More recently, I participated in a study on the mechanisms of sound production in the Balistidae. During this study we showed for the first time that the sounds produced by the Picasso triggerfish Rhinecanthus aculeatus resulted from alternating movements of the right and left pectoral fins, which pushed a system of three modified scales, the scutes, against the wall of the bladder to produce series of pulses produced in pairs. By participating in the scientific expedition Gombessa IV, organized by Laurent Ballesta in the Tuamotus archipelago in French Polynesia, we studied the sound production of two other species of balistae of French Polynesia: Balistapus undulatus and Rhinecanthus rectangulus (producing similar sounds). The same morphological characters were observed, supporting the hypothesis that these three species use the same mechanism of sound production.

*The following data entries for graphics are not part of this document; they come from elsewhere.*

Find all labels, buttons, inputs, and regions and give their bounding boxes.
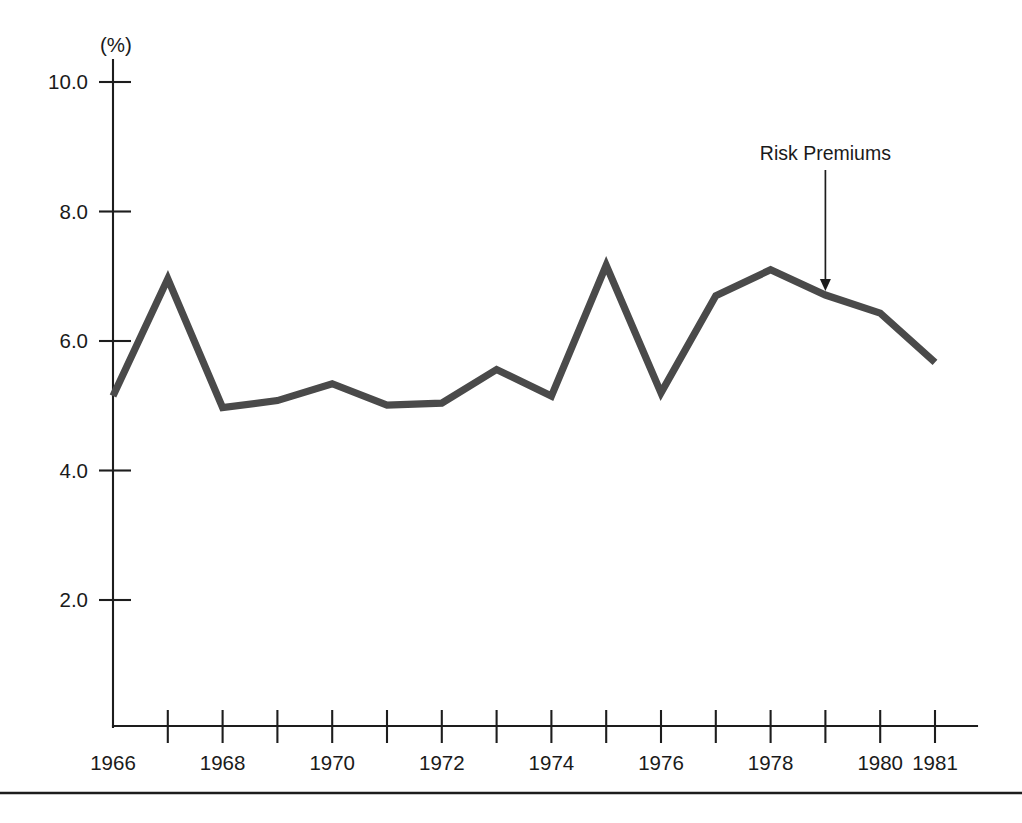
x-tick-label-1980: 1980 [857,751,903,774]
x-tick-label-1970: 1970 [309,751,355,774]
y-tick-label-4.0: 4.0 [60,459,89,482]
y-axis-unit-label: (%) [100,33,132,56]
annotation-arrow-head-risk-premiums [820,279,831,291]
y-axis-ticks [99,82,131,600]
y-axis-tick-labels: 10.08.06.04.02.0 [48,70,88,611]
annotation-label-risk-premiums: Risk Premiums [760,142,891,164]
x-tick-label-1981: 1981 [912,751,958,774]
x-tick-label-1968: 1968 [200,751,246,774]
y-tick-label-2.0: 2.0 [60,588,89,611]
chart-canvas: 10.08.06.04.02.0 19661968197019721974197… [0,0,1022,823]
data-line-risk-premiums [113,265,935,407]
annotation-group: Risk Premiums [760,142,891,291]
y-tick-label-8.0: 8.0 [60,200,89,223]
x-axis-tick-labels: 196619681970197219741976197819801981 [90,751,958,774]
x-tick-label-1976: 1976 [638,751,684,774]
data-series-group [113,265,935,407]
x-tick-label-1978: 1978 [748,751,794,774]
x-tick-label-1972: 1972 [419,751,465,774]
y-tick-label-10.0: 10.0 [48,70,88,93]
y-tick-label-6.0: 6.0 [60,329,89,352]
x-tick-label-1974: 1974 [529,751,575,774]
risk-premiums-line-chart-figure: 10.08.06.04.02.0 19661968197019721974197… [0,0,1022,823]
x-tick-label-1966: 1966 [90,751,136,774]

We can reasonably support the hypothesis that this mechanism may be a synapomorphy of Balistidae.
Millot M, Bertucci F, Lecchini D, Smeets S, René-Trouillefou M, Parmentier E. 2021. Characteristics of sound production and associated mechanisms in the tomtate grunt, Haemulon aurolineatum (Cuvier, 1830) in Caribbean reefs. Belgian Journal of Zoology, in press.
Bertucci F, Parmentier E, Hillion A, Cordonnier S, Lecchini D & René-Trouillefou M. 2021. First highlight of sound production in the glassy sweeper Pempheris schomburgkii (Pempheridae). Marine Biology, in press.

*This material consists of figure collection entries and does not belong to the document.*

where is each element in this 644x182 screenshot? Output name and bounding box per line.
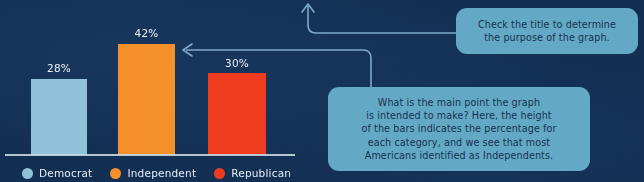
bar-republican[interactable]: [208, 73, 266, 155]
legend-label-independent: Independent: [127, 167, 196, 179]
legend-swatch-icon: [110, 168, 121, 179]
callout-main-line-4: each category, and we see that most: [361, 136, 556, 149]
legend-item-independent[interactable]: Independent: [110, 167, 196, 179]
infographic-canvas: 28% 42% 30% Democrat Independent Republi…: [0, 0, 644, 182]
legend-label-republican: Republican: [231, 167, 291, 179]
bar-value-label-0: 28%: [31, 62, 87, 74]
callout-main-line-2: is intended to make? Here, the height: [361, 109, 556, 122]
arrow-to-title: [308, 6, 456, 33]
callout-main-line-5: Americans identified as Independents.: [361, 149, 556, 162]
bar-value-label-1: 42%: [118, 27, 175, 39]
callout-main-point[interactable]: What is the main point the graph is inte…: [328, 87, 590, 171]
legend-item-democrat[interactable]: Democrat: [22, 167, 92, 179]
x-axis-line: [5, 154, 295, 156]
legend-item-republican[interactable]: Republican: [214, 167, 291, 179]
legend-swatch-icon: [22, 168, 33, 179]
bar-independent[interactable]: [118, 44, 175, 155]
callout-title-line-2: the purpose of the graph.: [478, 31, 616, 44]
chart-legend: Democrat Independent Republican: [22, 167, 291, 179]
legend-label-democrat: Democrat: [39, 167, 92, 179]
callout-main-line-1: What is the main point the graph: [361, 96, 556, 109]
bar-democrat[interactable]: [31, 79, 87, 155]
callout-title-text: Check the title to determine the purpose…: [478, 18, 616, 44]
legend-swatch-icon: [214, 168, 225, 179]
callout-title-line-1: Check the title to determine: [478, 18, 616, 31]
bar-chart: 28% 42% 30% Democrat Independent Republi…: [0, 0, 310, 182]
callout-main-line-3: of the bars indicates the percentage for: [361, 122, 556, 135]
callout-check-title[interactable]: Check the title to determine the purpose…: [456, 8, 638, 54]
callout-main-text: What is the main point the graph is inte…: [361, 96, 556, 162]
bar-value-label-2: 30%: [208, 57, 266, 69]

Parmentier E, Solagna L, Bertucci F, Fine ML, Nakae M, Compère P, Smeets S, Raick X & Lecchini D. 2019. Simultaneous production of two kinds of sounds in relation with sonic mechanism in the boxfish Ostracion meleagris and O. cubicus. Scientific Reports, 9: 4962.
Raick X, Lecchini D, Kéver L, Colleye O, Bertucci F & Parmentier E. 2018. Sound production mechanism in triggerfish (Balistidae): a synapomorphy. J. Exp. Biol., 221:168948. doi: 10.1242/jeb.168948.
Parmentier E, Raick X, Lecchini D, Boyle K, Van Wassenbergh S, Bertucci F & Kever L. 2017. Unusual sound production mechanism in the triggerfish Rhinecanthus aculeatus (Balistidae). J. Exp. Biol., 220: 186-193.
Bertucci F, Ruppé L, Van Wassenbergh S, Compère P & Parmentier E. 2014. New insights into the role of the pharyngeal jaw apparatus in the sound producing mechanism of Haemulon flavolineatum (Haemulidae). J. Exp. Biol., 217, 3862-3869.